Dr. David J. Mullan teaches computer science at Harvard. Over the past decade, millions of people have taken his CS50 course both in person and online. He joins us in talking about:

  1. Why he still recommends learning C programming language in 2026

  2. He intentionally helps student coding editors and LLMS learn how to quickly learn the basics.

  3. His vision for self-paced learning, and how it improves upon traditional university education

  4. Where the software engineering field is going in light of recent AI tool improvements

Watch the full podcast at freecodecamp.org YouTube channel Or on your favorite podcast app.

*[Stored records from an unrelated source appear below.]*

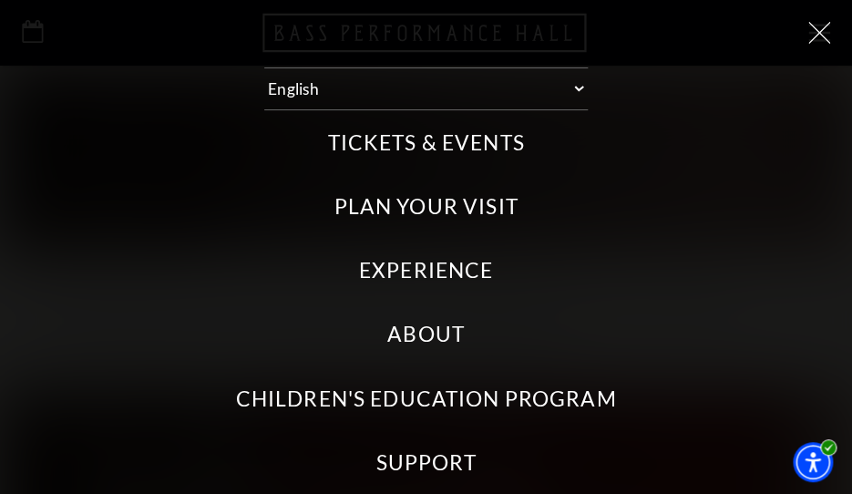 Image resolution: width=852 pixels, height=494 pixels. Describe the element at coordinates (426, 143) in the screenshot. I see `label: Tickets & Events` at that location.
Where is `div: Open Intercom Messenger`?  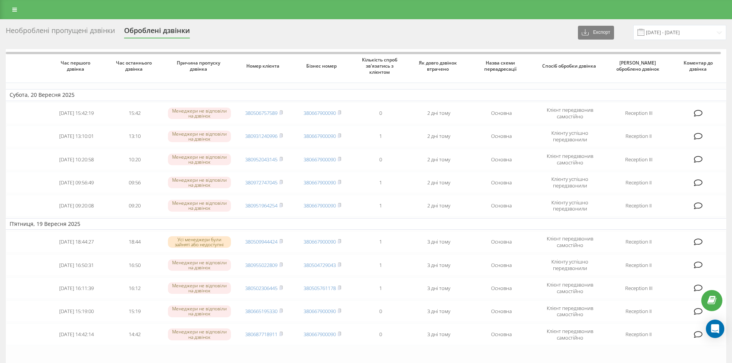
div: Open Intercom Messenger is located at coordinates (715, 329).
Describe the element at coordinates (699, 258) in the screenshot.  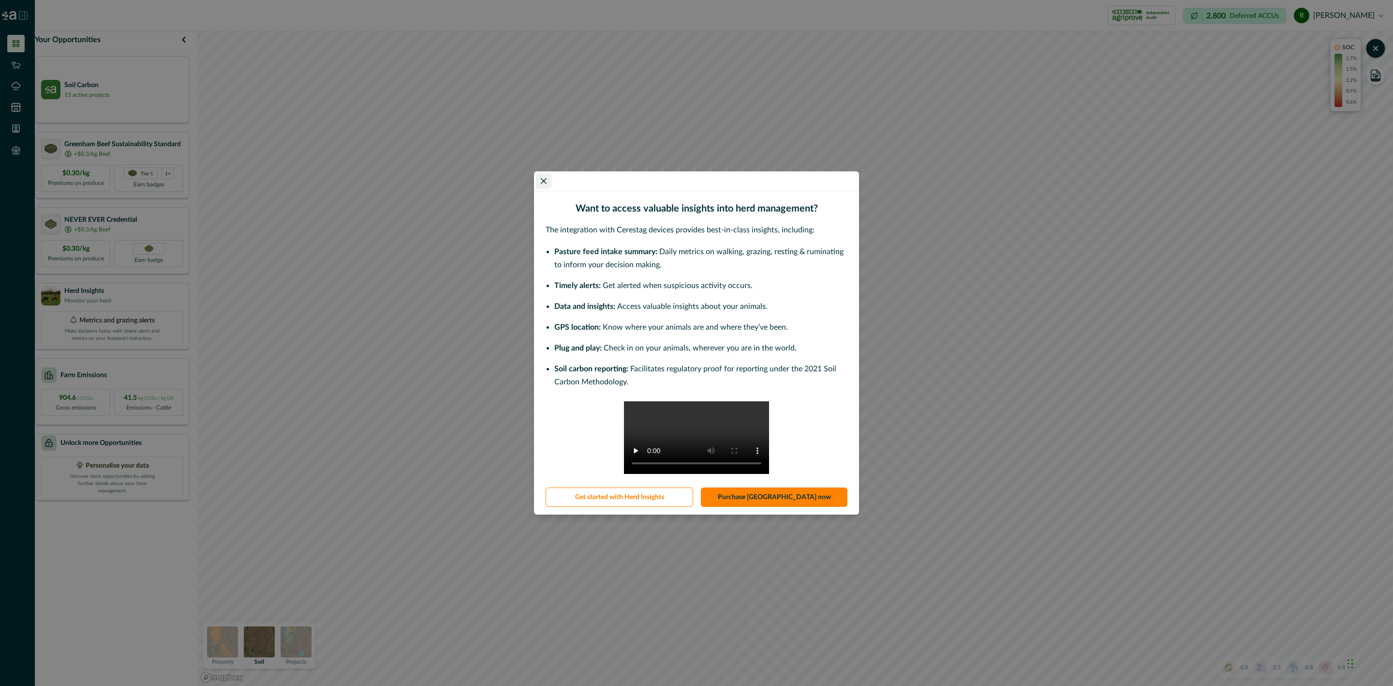
I see `span: Daily metrics on walking, grazing, resting & ruminating to inform your decision making.` at that location.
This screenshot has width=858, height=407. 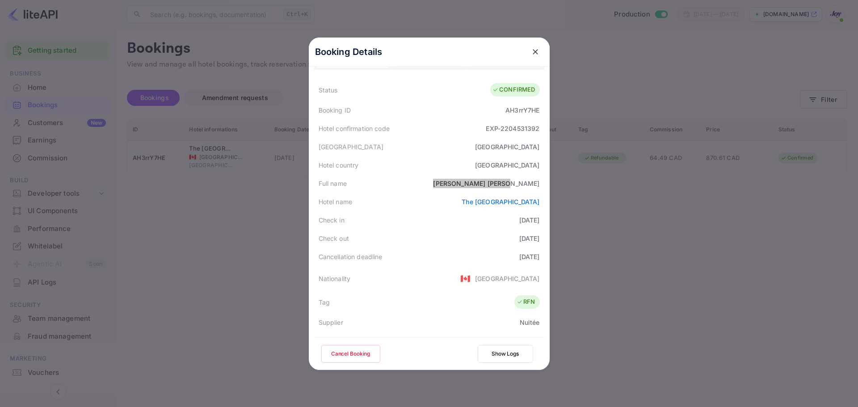 What do you see at coordinates (328, 90) in the screenshot?
I see `div: Status` at bounding box center [328, 90].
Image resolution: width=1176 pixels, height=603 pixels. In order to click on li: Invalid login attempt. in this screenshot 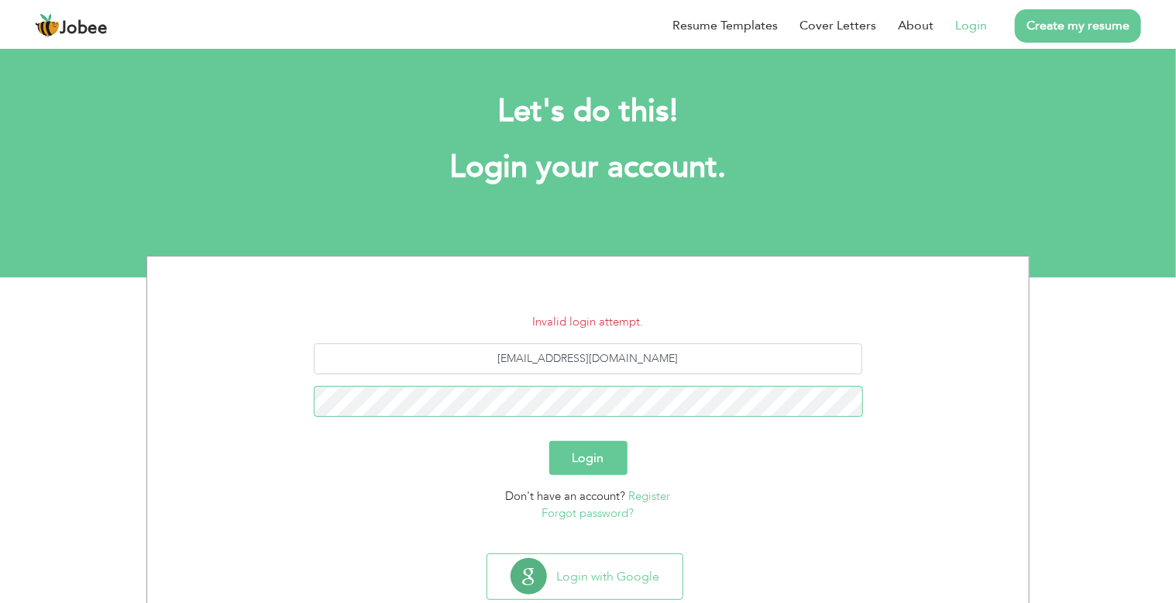, I will do `click(588, 321)`.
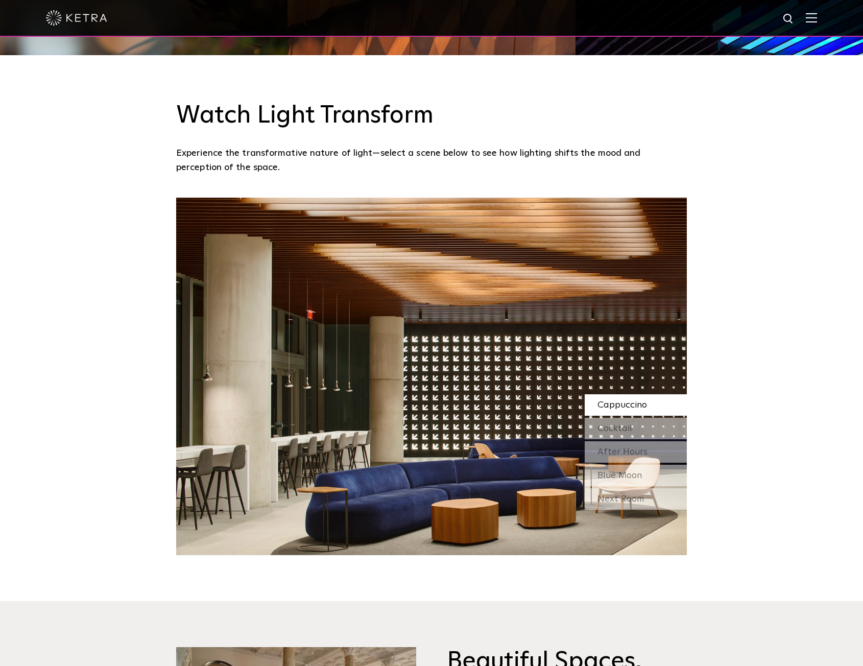  Describe the element at coordinates (429, 160) in the screenshot. I see `p: Experience the transformative nature of light—select a scene below to see how lighting shifts the...` at that location.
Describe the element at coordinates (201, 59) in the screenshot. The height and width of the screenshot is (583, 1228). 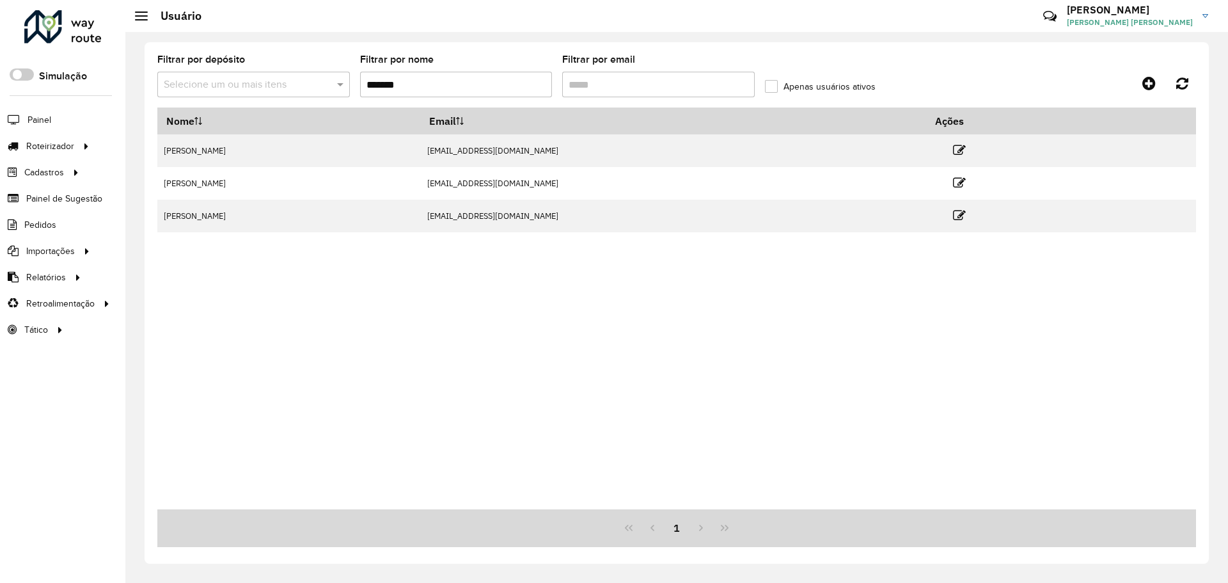
I see `label: Filtrar por depósito` at that location.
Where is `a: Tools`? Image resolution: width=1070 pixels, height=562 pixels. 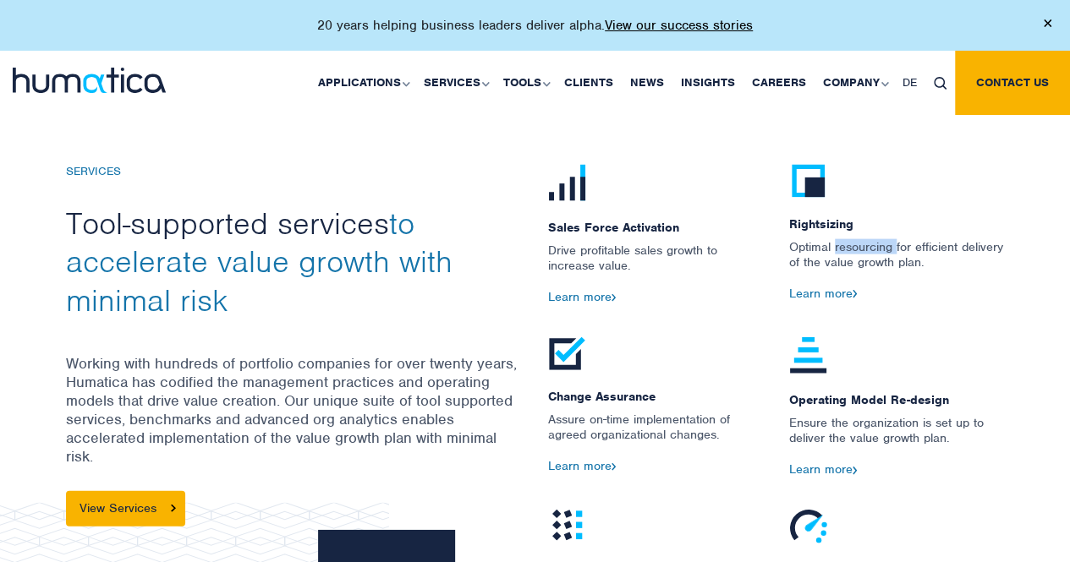
a: Tools is located at coordinates (525, 83).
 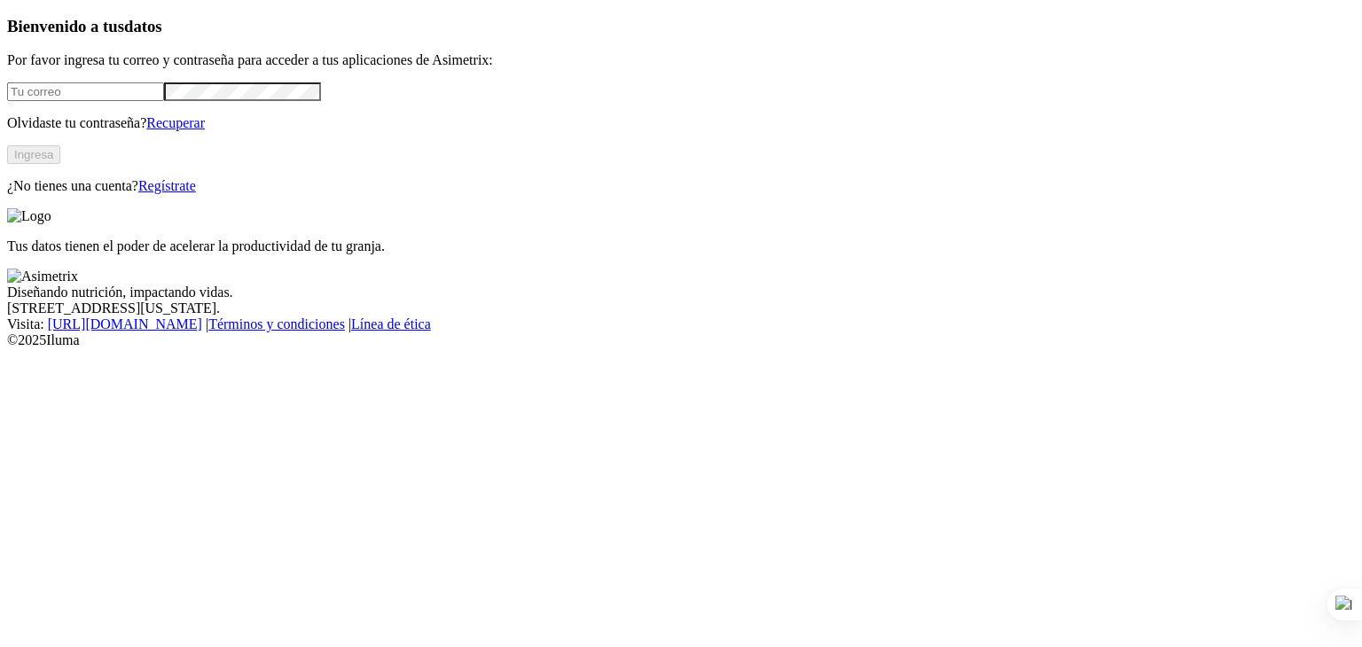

https://www.youtube.com/watch?v=zk6xwsccgpq

Link to our discussion:

Community News Section:

  1. Learn how encryption works, and how developers use it to secure both data and communications. Free CodeCamp has just published a course that will teach you Python functions for symmetric and asymmetric encryption. You will also learn about SHA-256, AES, RSA, and public/private keys. You’ll even code your own command-line cryptography tool. (1 Hour YouTube Course):

  2. Free CodeCamp also published a course on building your own 3D games that run in the browser using 3JS and Blender. You’ll learn how to model characters, design surfaces, detect collisions, and make the camera follow your playable character. You’ll even deploy your game to the cloud so your friends can play it. (6 hour YouTube course):

  3. Learn event-driven architecture. FreeCodeCamp has published this advanced JavaScript handbook that will teach you about event loops, task queues, call stacks, backpressors, websockets, pub/sub, and more. Take your full stack development skills to the next level and be sure to share it with your developer friends. (full length brochure):

  4. Free CodeCamp also published our first guitar course. You will learn basic music theory concepts such as chords and scales. You will then map them onto the guitar fretboard. You’ll also learn guitar-specific techniques such as barre chords. I learned guitar during the pandemic and am having an absolute blast with it. I hope you will too. (1 Hour YouTube Course):

  5. Check out the winner of this year’s JS13K contest, Cat Strike. This cat stealth game was made using only 13 kilobytes of javascript, sound, assets, everything. You avenge your downed man by wall climbing, rolling, meowing to engage, and of course, using your claws.